Farid Alilat, a writer for the French-language magazine Jeune Afrique poses for photo in Paris, France, Tuesday, April 16, 2024. Alilat was expelled from Algeria after flying in from France and not being allowed to leave the airport as journalists continue to face challenges reporting in Algeria. (AP Photo/Christophe Ena)
“I completely understand that my articles are a source of irritation. I am a free journalist. I cover the news of my country as a free and independent journalist,” Alilat wrote, noting that he was not given any verbal or written explanation for his expulsion.
He wrote that he had never previously heard of any issues from law enforcement or the courts in Algeria regarding his articles, including during a reporting trip in December 2023.
In a statement posted on X, Reporters Without Borders called Alilat’s expulsion “an unacceptable obstacle to press freedom.”
Few Algerian media outlets reported on Alilat’s expulsion and few politicians commented on it.

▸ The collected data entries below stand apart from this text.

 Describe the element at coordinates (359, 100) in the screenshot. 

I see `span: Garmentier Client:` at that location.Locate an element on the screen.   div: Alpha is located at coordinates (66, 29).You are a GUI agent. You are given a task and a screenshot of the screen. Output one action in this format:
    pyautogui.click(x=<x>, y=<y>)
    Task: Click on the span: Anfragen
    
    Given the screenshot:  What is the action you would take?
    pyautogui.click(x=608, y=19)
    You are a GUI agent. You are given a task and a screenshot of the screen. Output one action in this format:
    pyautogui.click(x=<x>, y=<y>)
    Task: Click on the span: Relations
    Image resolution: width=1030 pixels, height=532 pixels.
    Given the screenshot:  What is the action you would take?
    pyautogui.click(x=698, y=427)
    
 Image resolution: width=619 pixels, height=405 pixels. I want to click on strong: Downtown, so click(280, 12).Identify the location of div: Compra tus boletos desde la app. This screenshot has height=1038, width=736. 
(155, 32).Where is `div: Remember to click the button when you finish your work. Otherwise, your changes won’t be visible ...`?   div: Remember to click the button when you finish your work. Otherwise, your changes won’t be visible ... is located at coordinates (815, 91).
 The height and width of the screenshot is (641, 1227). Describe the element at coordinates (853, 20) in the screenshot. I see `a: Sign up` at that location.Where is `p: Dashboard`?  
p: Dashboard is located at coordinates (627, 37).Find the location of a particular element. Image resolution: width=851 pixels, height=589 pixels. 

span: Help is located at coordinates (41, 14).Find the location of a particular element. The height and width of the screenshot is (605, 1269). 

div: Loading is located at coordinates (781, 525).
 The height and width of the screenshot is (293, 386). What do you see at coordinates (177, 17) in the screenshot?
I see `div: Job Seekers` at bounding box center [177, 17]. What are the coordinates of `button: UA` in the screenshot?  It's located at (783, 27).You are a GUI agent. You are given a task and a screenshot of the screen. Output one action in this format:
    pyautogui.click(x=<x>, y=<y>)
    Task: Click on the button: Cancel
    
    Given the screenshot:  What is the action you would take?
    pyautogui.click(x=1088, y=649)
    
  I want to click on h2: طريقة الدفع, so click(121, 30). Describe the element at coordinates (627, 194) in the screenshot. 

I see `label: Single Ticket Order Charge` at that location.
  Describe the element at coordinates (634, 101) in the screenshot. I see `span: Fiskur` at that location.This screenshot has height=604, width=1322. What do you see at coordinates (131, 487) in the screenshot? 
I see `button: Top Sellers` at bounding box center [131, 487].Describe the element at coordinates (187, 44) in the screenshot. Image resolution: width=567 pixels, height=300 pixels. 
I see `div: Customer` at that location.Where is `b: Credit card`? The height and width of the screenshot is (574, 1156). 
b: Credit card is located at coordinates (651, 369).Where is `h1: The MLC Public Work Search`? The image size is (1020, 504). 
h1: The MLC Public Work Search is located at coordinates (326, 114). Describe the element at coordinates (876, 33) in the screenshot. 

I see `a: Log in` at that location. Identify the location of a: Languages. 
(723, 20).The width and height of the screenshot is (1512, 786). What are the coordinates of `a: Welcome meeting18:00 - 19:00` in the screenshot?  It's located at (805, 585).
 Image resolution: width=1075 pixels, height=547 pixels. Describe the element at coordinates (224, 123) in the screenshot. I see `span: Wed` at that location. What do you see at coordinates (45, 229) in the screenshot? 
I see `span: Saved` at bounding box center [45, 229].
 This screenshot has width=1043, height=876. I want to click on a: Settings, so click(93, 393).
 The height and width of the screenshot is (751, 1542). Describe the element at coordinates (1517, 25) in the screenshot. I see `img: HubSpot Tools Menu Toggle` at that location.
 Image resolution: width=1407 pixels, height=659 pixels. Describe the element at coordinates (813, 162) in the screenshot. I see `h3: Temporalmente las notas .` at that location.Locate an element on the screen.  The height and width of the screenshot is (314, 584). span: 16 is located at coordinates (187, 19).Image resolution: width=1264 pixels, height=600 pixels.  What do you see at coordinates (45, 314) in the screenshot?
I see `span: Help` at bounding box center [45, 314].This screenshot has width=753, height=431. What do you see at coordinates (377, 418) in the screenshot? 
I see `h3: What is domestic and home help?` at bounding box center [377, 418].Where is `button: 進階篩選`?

Former Communications Minister Abdelaziz Rahabi called it “a measure from another era that serves neither the people nor the government.”
“No one can be arbitrarily deprived of the right to enter their own country,” he wrote on Facebook.
The episode is the latest instance of Algeria’s government restricting journalists from reporting in Algeria and comes while high-profile journalists, including editors Ihsane El Kadi and Mustapha Benjama remain in prison on charges related to using foreign funds to finance journalism and disrupting public order.
The government, however, has also resumed granting authorizations to journalists starting new media outlets or television shows and last year passed a law enshrining new protections for journalists.